I carpooled with Chris on the way to Santa Margarita. Dense fog met us at Cuesta Pass, and at our meeting place, people shivered in the cold. There were 35 of us eager to tackle the nine miles and 1700 foot elevation gain announced on the Outings page of the monthly Chapter newsletter. I asked if anyone was interested in having a copy with articles about the many activities going on during the month and a membership application. Fifteen people asked for it.
Ruby RAV filled with two more passengers for the last ten miles of car travel to the trailhead through Santa Margarita Ranch and out toward Pozo. Huge valley oaks, bare of leaves during the winter, loomed in the fog, their limbs arching over the road and dividing into gnarled branches looking like arthritic witch fingers.
At the trailhead the fog broke up and we took off at a breathless pace up the first long ascent through blue oaks and coastal scrub. The small trees were still bare, but black sage, California sagebrush and chamise were in fresh new leaf. People spoke about how hot and dry this hike was during summer. At the top of the first ridge, we took a break and looked out over the Santa Lucia range to Cuesta Ridge on the horizon hiding Edna Valley on the other side.

Heading downhill toward Lopez Canyon, one could see a series of parallel valleys to the south filled with fog. Other than a couple of water tanks and fireroads, nowhere on the whole hike were there signs of human habitation, not even a fence.
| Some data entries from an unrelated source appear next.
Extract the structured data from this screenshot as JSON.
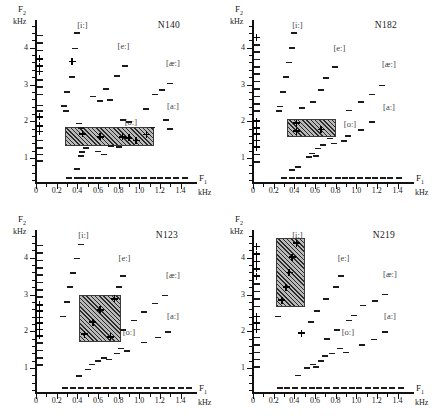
{
  "figure": {
    "type": "scatter-grid",
    "panels_per_row": 2,
    "axis": {
      "x_title": "F",
      "x_sub": "1",
      "x_unit": "kHz",
      "y_title": "F",
      "y_sub": "2",
      "y_unit": "kHz",
      "x_ticks": [
        "0",
        "0.2",
        "0.4",
        "0.6",
        "0.8",
        "1.0",
        "1.2",
        "1.4"
      ],
      "x_tick_values": [
        0,
        0.2,
        0.4,
        0.6,
        0.8,
        1.0,
        1.2,
        1.4
      ],
      "y_ticks": [
        "1",
        "2",
        "3",
        "4"
      ],
      "y_tick_values": [
        1,
        2,
        3,
        4
      ],
      "xlim": [
        0,
        1.55
      ],
      "ylim": [
        0.35,
        4.7
      ]
    },
    "vowel_labels": [
      "[i:]",
      "[e:]",
      "[æ:]",
      "[a:]",
      "[o:]"
    ]
  },
  "chart_data": {
    "type": "scatter",
    "title": "",
    "xlabel": "F1 (kHz)",
    "ylabel": "F2 (kHz)",
    "xlim": [
      0,
      1.55
    ],
    "ylim": [
      0.35,
      4.7
    ],
    "grid": false,
    "legend": "none",
    "panels": [
      {
        "speaker": "N140",
        "speaker_pos": {
          "x": 1.18,
          "y": 4.62
        },
        "annotations": [
          {
            "text": "[i:]",
            "x": 0.4,
            "y": 4.62
          },
          {
            "text": "[e:]",
            "x": 0.79,
            "y": 4.05
          },
          {
            "text": "[æ:]",
            "x": 1.26,
            "y": 3.58
          },
          {
            "text": "[a:]",
            "x": 1.27,
            "y": 2.42
          },
          {
            "text": "[o:]",
            "x": 0.86,
            "y": 1.98
          },
          {
            "text": "F1-axis-row",
            "x": 0,
            "y": 0
          }
        ],
        "box": {
          "x0": 0.28,
          "x1": 1.12,
          "y0": 1.38,
          "y1": 1.85
        },
        "plus_points": [
          {
            "x": 0.035,
            "y": 3.7
          },
          {
            "x": 0.035,
            "y": 3.5
          },
          {
            "x": 0.035,
            "y": 3.35
          },
          {
            "x": 0.035,
            "y": 2.12
          },
          {
            "x": 0.035,
            "y": 1.88
          },
          {
            "x": 0.035,
            "y": 1.72
          },
          {
            "x": 0.35,
            "y": 3.63
          },
          {
            "x": 0.45,
            "y": 1.66
          },
          {
            "x": 0.62,
            "y": 1.58
          },
          {
            "x": 0.84,
            "y": 1.58
          },
          {
            "x": 0.9,
            "y": 1.55
          },
          {
            "x": 0.97,
            "y": 1.48
          },
          {
            "x": 1.07,
            "y": 1.64
          }
        ],
        "dash_points": [
          {
            "x": 0.035,
            "y": 4.35
          },
          {
            "x": 0.035,
            "y": 4.15
          },
          {
            "x": 0.035,
            "y": 3.95
          },
          {
            "x": 0.035,
            "y": 3.15
          },
          {
            "x": 0.035,
            "y": 2.95
          },
          {
            "x": 0.035,
            "y": 2.75
          },
          {
            "x": 0.035,
            "y": 2.45
          },
          {
            "x": 0.035,
            "y": 2.3
          },
          {
            "x": 0.035,
            "y": 1.5
          },
          {
            "x": 0.035,
            "y": 1.3
          },
          {
            "x": 0.035,
            "y": 1.12
          },
          {
            "x": 0.035,
            "y": 0.95
          },
          {
            "x": 0.4,
            "y": 4.42
          },
          {
            "x": 0.38,
            "y": 4.0
          },
          {
            "x": 0.35,
            "y": 3.22
          },
          {
            "x": 0.3,
            "y": 2.82
          },
          {
            "x": 0.27,
            "y": 2.44
          },
          {
            "x": 0.29,
            "y": 2.3
          },
          {
            "x": 0.42,
            "y": 1.96
          },
          {
            "x": 0.44,
            "y": 1.84
          },
          {
            "x": 0.48,
            "y": 1.3
          },
          {
            "x": 0.45,
            "y": 1.18
          },
          {
            "x": 0.44,
            "y": 1.08
          },
          {
            "x": 0.4,
            "y": 0.72
          },
          {
            "x": 0.55,
            "y": 2.7
          },
          {
            "x": 0.62,
            "y": 2.58
          },
          {
            "x": 0.68,
            "y": 2.9
          },
          {
            "x": 0.6,
            "y": 1.2
          },
          {
            "x": 0.66,
            "y": 1.12
          },
          {
            "x": 0.72,
            "y": 2.6
          },
          {
            "x": 0.78,
            "y": 3.25
          },
          {
            "x": 0.86,
            "y": 3.52
          },
          {
            "x": 0.73,
            "y": 1.35
          },
          {
            "x": 0.8,
            "y": 1.32
          },
          {
            "x": 0.84,
            "y": 2.05
          },
          {
            "x": 0.9,
            "y": 2.0
          },
          {
            "x": 1.07,
            "y": 2.35
          },
          {
            "x": 1.15,
            "y": 2.75
          },
          {
            "x": 1.22,
            "y": 2.88
          },
          {
            "x": 1.3,
            "y": 3.05
          },
          {
            "x": 1.26,
            "y": 2.05
          },
          {
            "x": 1.12,
            "y": 1.85
          },
          {
            "x": 1.3,
            "y": 1.82
          }
        ],
        "baseline_marks": [
          0.32,
          0.4,
          0.46,
          0.53,
          0.6,
          0.68,
          0.75,
          0.83,
          0.9,
          0.98,
          1.05,
          1.13,
          1.2,
          1.28,
          1.36,
          1.44
        ],
        "baseline_y": 0.48
      },
      {
        "speaker": "N182",
        "speaker_pos": {
          "x": 1.18,
          "y": 4.62
        },
        "annotations": [
          {
            "text": "[i:]",
            "x": 0.38,
            "y": 4.62
          },
          {
            "text": "[e:]",
            "x": 0.78,
            "y": 4.0
          },
          {
            "text": "[æ:]",
            "x": 1.25,
            "y": 3.55
          },
          {
            "text": "[a:]",
            "x": 1.26,
            "y": 2.38
          },
          {
            "text": "[o:]",
            "x": 0.88,
            "y": 1.92
          }
        ],
        "box": {
          "x0": 0.33,
          "x1": 0.78,
          "y0": 1.62,
          "y1": 2.05
        },
        "plus_points": [
          {
            "x": 0.035,
            "y": 4.28
          },
          {
            "x": 0.035,
            "y": 2.0
          },
          {
            "x": 0.035,
            "y": 1.82
          },
          {
            "x": 0.035,
            "y": 1.65
          },
          {
            "x": 0.035,
            "y": 1.48
          },
          {
            "x": 0.035,
            "y": 1.3
          },
          {
            "x": 0.42,
            "y": 1.95
          },
          {
            "x": 0.42,
            "y": 1.73
          },
          {
            "x": 0.66,
            "y": 1.78
          }
        ],
        "dash_points": [
          {
            "x": 0.035,
            "y": 4.1
          },
          {
            "x": 0.035,
            "y": 3.9
          },
          {
            "x": 0.035,
            "y": 3.7
          },
          {
            "x": 0.035,
            "y": 3.5
          },
          {
            "x": 0.035,
            "y": 3.3
          },
          {
            "x": 0.035,
            "y": 3.1
          },
          {
            "x": 0.035,
            "y": 2.9
          },
          {
            "x": 0.035,
            "y": 2.7
          },
          {
            "x": 0.035,
            "y": 2.5
          },
          {
            "x": 0.035,
            "y": 2.3
          },
          {
            "x": 0.035,
            "y": 1.12
          },
          {
            "x": 0.035,
            "y": 0.92
          },
          {
            "x": 0.4,
            "y": 4.42
          },
          {
            "x": 0.38,
            "y": 4.02
          },
          {
            "x": 0.35,
            "y": 3.62
          },
          {
            "x": 0.32,
            "y": 3.22
          },
          {
            "x": 0.29,
            "y": 2.82
          },
          {
            "x": 0.26,
            "y": 2.42
          },
          {
            "x": 0.25,
            "y": 2.3
          },
          {
            "x": 0.47,
            "y": 2.38
          },
          {
            "x": 0.38,
            "y": 0.7
          },
          {
            "x": 0.44,
            "y": 0.78
          },
          {
            "x": 0.58,
            "y": 2.55
          },
          {
            "x": 0.66,
            "y": 2.88
          },
          {
            "x": 0.71,
            "y": 3.2
          },
          {
            "x": 0.79,
            "y": 3.5
          },
          {
            "x": 0.54,
            "y": 1.05
          },
          {
            "x": 0.57,
            "y": 1.15
          },
          {
            "x": 0.63,
            "y": 1.28
          },
          {
            "x": 0.61,
            "y": 1.08
          },
          {
            "x": 0.68,
            "y": 1.38
          },
          {
            "x": 0.75,
            "y": 1.55
          },
          {
            "x": 0.78,
            "y": 1.42
          },
          {
            "x": 0.88,
            "y": 1.48
          },
          {
            "x": 0.92,
            "y": 1.62
          },
          {
            "x": 0.93,
            "y": 2.32
          },
          {
            "x": 1.05,
            "y": 2.55
          },
          {
            "x": 1.15,
            "y": 2.75
          },
          {
            "x": 1.25,
            "y": 3.0
          },
          {
            "x": 1.05,
            "y": 1.78
          },
          {
            "x": 1.15,
            "y": 2.0
          }
        ],
        "baseline_marks": [
          0.3,
          0.38,
          0.45,
          0.52,
          0.6,
          0.67,
          0.74,
          0.82,
          0.89,
          0.96,
          1.04,
          1.11,
          1.18,
          1.26,
          1.33,
          1.41
        ],
        "baseline_y": 0.48
      },
      {
        "speaker": "N123",
        "speaker_pos": {
          "x": 1.16,
          "y": 4.62
        },
        "annotations": [
          {
            "text": "[i:]",
            "x": 0.41,
            "y": 4.62
          },
          {
            "text": "[e:]",
            "x": 0.8,
            "y": 4.0
          },
          {
            "text": "[æ:]",
            "x": 1.26,
            "y": 3.52
          },
          {
            "text": "[a:]",
            "x": 1.27,
            "y": 2.42
          },
          {
            "text": "[o:]",
            "x": 0.84,
            "y": 1.98
          }
        ],
        "box": {
          "x0": 0.42,
          "x1": 0.8,
          "y0": 1.75,
          "y1": 3.0
        },
        "plus_points": [
          {
            "x": 0.035,
            "y": 2.72
          },
          {
            "x": 0.035,
            "y": 2.55
          },
          {
            "x": 0.035,
            "y": 2.38
          },
          {
            "x": 0.035,
            "y": 2.22
          },
          {
            "x": 0.035,
            "y": 2.05
          },
          {
            "x": 0.035,
            "y": 1.88
          },
          {
            "x": 0.76,
            "y": 2.88
          },
          {
            "x": 0.62,
            "y": 2.58
          },
          {
            "x": 0.55,
            "y": 2.25
          },
          {
            "x": 0.47,
            "y": 1.92
          },
          {
            "x": 0.72,
            "y": 1.85
          }
        ],
        "dash_points": [
          {
            "x": 0.035,
            "y": 4.35
          },
          {
            "x": 0.035,
            "y": 4.15
          },
          {
            "x": 0.035,
            "y": 3.95
          },
          {
            "x": 0.035,
            "y": 3.75
          },
          {
            "x": 0.035,
            "y": 3.55
          },
          {
            "x": 0.035,
            "y": 3.35
          },
          {
            "x": 0.035,
            "y": 3.15
          },
          {
            "x": 0.035,
            "y": 2.95
          },
          {
            "x": 0.035,
            "y": 1.7
          },
          {
            "x": 0.035,
            "y": 1.5
          },
          {
            "x": 0.035,
            "y": 1.3
          },
          {
            "x": 0.035,
            "y": 1.1
          },
          {
            "x": 0.44,
            "y": 4.38
          },
          {
            "x": 0.4,
            "y": 4.0
          },
          {
            "x": 0.36,
            "y": 3.6
          },
          {
            "x": 0.33,
            "y": 3.22
          },
          {
            "x": 0.3,
            "y": 2.82
          },
          {
            "x": 0.26,
            "y": 2.42
          },
          {
            "x": 0.84,
            "y": 3.52
          },
          {
            "x": 0.8,
            "y": 3.22
          },
          {
            "x": 0.84,
            "y": 2.05
          },
          {
            "x": 0.42,
            "y": 0.8
          },
          {
            "x": 0.5,
            "y": 0.98
          },
          {
            "x": 0.54,
            "y": 1.12
          },
          {
            "x": 0.6,
            "y": 1.22
          },
          {
            "x": 0.66,
            "y": 1.3
          },
          {
            "x": 0.71,
            "y": 1.25
          },
          {
            "x": 0.78,
            "y": 1.42
          },
          {
            "x": 0.82,
            "y": 1.55
          },
          {
            "x": 0.88,
            "y": 1.48
          },
          {
            "x": 0.95,
            "y": 2.32
          },
          {
            "x": 1.05,
            "y": 2.55
          },
          {
            "x": 1.15,
            "y": 2.78
          },
          {
            "x": 1.25,
            "y": 3.0
          },
          {
            "x": 1.05,
            "y": 1.72
          },
          {
            "x": 1.18,
            "y": 1.85
          },
          {
            "x": 1.28,
            "y": 2.0
          }
        ],
        "baseline_marks": [
          0.28,
          0.36,
          0.44,
          0.52,
          0.6,
          0.68,
          0.76,
          0.84,
          0.92,
          1.0,
          1.08,
          1.16,
          1.24,
          1.32,
          1.4,
          1.48
        ],
        "baseline_y": 0.48
      },
      {
        "speaker": "N219",
        "speaker_pos": {
          "x": 1.16,
          "y": 4.62
        },
        "annotations": [
          {
            "text": "[i:]",
            "x": 0.38,
            "y": 4.62
          },
          {
            "text": "[e:]",
            "x": 0.82,
            "y": 4.0
          },
          {
            "text": "[æ:]",
            "x": 1.26,
            "y": 3.55
          },
          {
            "text": "[a:]",
            "x": 1.27,
            "y": 2.42
          },
          {
            "text": "[o:]",
            "x": 0.86,
            "y": 1.98
          }
        ],
        "box": {
          "x0": 0.22,
          "x1": 0.48,
          "y0": 2.72,
          "y1": 4.55
        },
        "plus_points": [
          {
            "x": 0.035,
            "y": 4.3
          },
          {
            "x": 0.035,
            "y": 4.1
          },
          {
            "x": 0.035,
            "y": 3.9
          },
          {
            "x": 0.035,
            "y": 3.7
          },
          {
            "x": 0.035,
            "y": 3.5
          },
          {
            "x": 0.035,
            "y": 2.4
          },
          {
            "x": 0.035,
            "y": 2.22
          },
          {
            "x": 0.035,
            "y": 2.05
          },
          {
            "x": 0.42,
            "y": 4.4
          },
          {
            "x": 0.38,
            "y": 4.02
          },
          {
            "x": 0.35,
            "y": 3.6
          },
          {
            "x": 0.32,
            "y": 3.2
          },
          {
            "x": 0.28,
            "y": 2.85
          },
          {
            "x": 0.47,
            "y": 1.95
          }
        ],
        "dash_points": [
          {
            "x": 0.035,
            "y": 3.3
          },
          {
            "x": 0.035,
            "y": 3.1
          },
          {
            "x": 0.035,
            "y": 2.9
          },
          {
            "x": 0.035,
            "y": 2.7
          },
          {
            "x": 0.035,
            "y": 1.85
          },
          {
            "x": 0.035,
            "y": 1.65
          },
          {
            "x": 0.035,
            "y": 1.45
          },
          {
            "x": 0.035,
            "y": 1.25
          },
          {
            "x": 0.035,
            "y": 1.05
          },
          {
            "x": 0.24,
            "y": 2.42
          },
          {
            "x": 0.44,
            "y": 0.82
          },
          {
            "x": 0.52,
            "y": 1.02
          },
          {
            "x": 0.58,
            "y": 1.12
          },
          {
            "x": 0.56,
            "y": 2.28
          },
          {
            "x": 0.62,
            "y": 2.58
          },
          {
            "x": 0.61,
            "y": 1.05
          },
          {
            "x": 0.66,
            "y": 1.22
          },
          {
            "x": 0.7,
            "y": 1.35
          },
          {
            "x": 0.72,
            "y": 1.82
          },
          {
            "x": 0.71,
            "y": 2.9
          },
          {
            "x": 0.77,
            "y": 1.42
          },
          {
            "x": 0.8,
            "y": 3.22
          },
          {
            "x": 0.85,
            "y": 3.52
          },
          {
            "x": 0.81,
            "y": 2.05
          },
          {
            "x": 0.84,
            "y": 1.55
          },
          {
            "x": 0.9,
            "y": 1.45
          },
          {
            "x": 0.93,
            "y": 2.32
          },
          {
            "x": 0.98,
            "y": 2.45
          },
          {
            "x": 1.06,
            "y": 1.65
          },
          {
            "x": 1.07,
            "y": 2.72
          },
          {
            "x": 1.18,
            "y": 2.85
          },
          {
            "x": 1.17,
            "y": 1.8
          },
          {
            "x": 1.28,
            "y": 3.02
          },
          {
            "x": 1.28,
            "y": 2.0
          }
        ],
        "baseline_marks": [
          0.26,
          0.33,
          0.41,
          0.49,
          0.57,
          0.64,
          0.72,
          0.8,
          0.88,
          0.96,
          1.03,
          1.11,
          1.19,
          1.27,
          1.35,
          1.43
        ],
        "baseline_y": 0.48
      }
    ]
  }
}
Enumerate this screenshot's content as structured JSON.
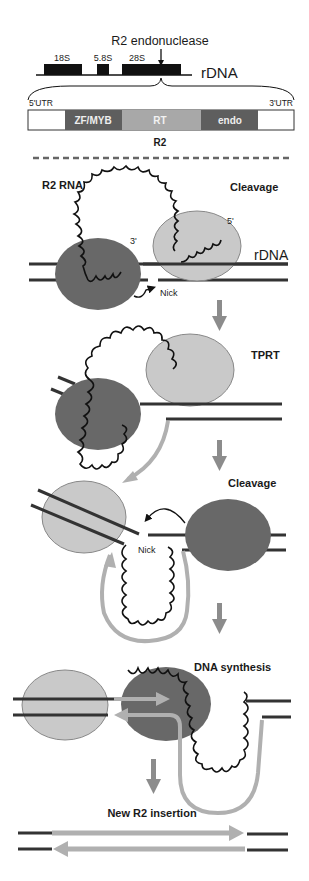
{
  "header": {
    "endonuclease_label": "R2 endonuclease",
    "rdna_label": "rDNA",
    "genes": [
      {
        "label": "18S"
      },
      {
        "label": "5.8S"
      },
      {
        "label": "28S"
      }
    ]
  },
  "r2_element": {
    "name": "R2",
    "utr5": "5'UTR",
    "utr3": "3'UTR",
    "domains": [
      {
        "label": "ZF/MYB",
        "color": "#606060"
      },
      {
        "label": "RT",
        "color": "#a8a8a8"
      },
      {
        "label": "endo",
        "color": "#606060"
      }
    ]
  },
  "steps": [
    {
      "title": "Cleavage",
      "labels": {
        "rna": "R2 RNA",
        "three_prime": "3'",
        "five_prime": "5'",
        "rdna": "rDNA",
        "nick": "Nick"
      }
    },
    {
      "title": "TPRT"
    },
    {
      "title": "Cleavage",
      "labels": {
        "nick": "Nick"
      }
    },
    {
      "title": "DNA synthesis"
    },
    {
      "title": "New R2 insertion"
    }
  ],
  "colors": {
    "dark_protein": "#6a6a6a",
    "light_protein": "#c8c8c8",
    "dna": "#333333",
    "cdna": "#b0b0b0",
    "arrow": "#8c8c8c"
  }
}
Occasionally the scrub and serpentine outcrops alternated with meadows, mostly gray with last years dead grasses, but showing the green of new growth hesitantly emerging. I saw hardly any of the annual grasses that filled the hills in the lower elevations; instead these were native perennial bunch grasses. Clearly this area had not been cultivated by the early settlers. The remains of the highway 41 fire of twelve years ago were still in evidence, but I thought that this area would soon welcome more fire, since in some places the scrub was getting thick and clotted with dead growth.
The group was large enough to spread for half a mile along the trail, and it was fun to watch people far below on the steep slopes crisscrossed by switchbacks. They moved in shifting groups, pairs and singles and conversation flowed easily.
It was not too early in the season for dramatic displays of red current

and Chris noticed one large shooting star growing right alongside the trail.
Soon we descended into a shady oak woodland of non-deciduous California live oaks. Then I noticed a series of pools beside the path that gave way to a trickle. For the next mile it dropped away out of sight but within earshot of its increasing babble. Suddenly we came out of the woodland to a crossing where the water flowed over smooth rocks and formed lovely pools surrounded by wooded canyon walls.
This was the most pleasing part of the trail, and all too soon we we arrived at the top of the falls, where some folks decided to sit and rest while others explored the lip of the falls.


The trail spiralled through woods down the fifty foot drop and returned to the base of the falls where most folks chose to eat lunch. There was a festive sense of arrival at a worthwhile destination.
I really wanted to swim in the pool at the base of the fall–in my underpants. I took off my boots and crawled out on a log hanging over the clear inviting water. I knew it would be chilly, but I expected to be able to immerse my legs up to the knees until the pain went away and the rest of my body acclimated. This method had worked to allow me to swim for an indefinite time in the cold water of local beaches. But I couldnt leave my feet in for more than a minute or two at a time, and after a quarter of an hour I realized that my plan wouldnt work. So I stared at the tumbling spray and listened to its sounds and resigned myself to a chaste encounter.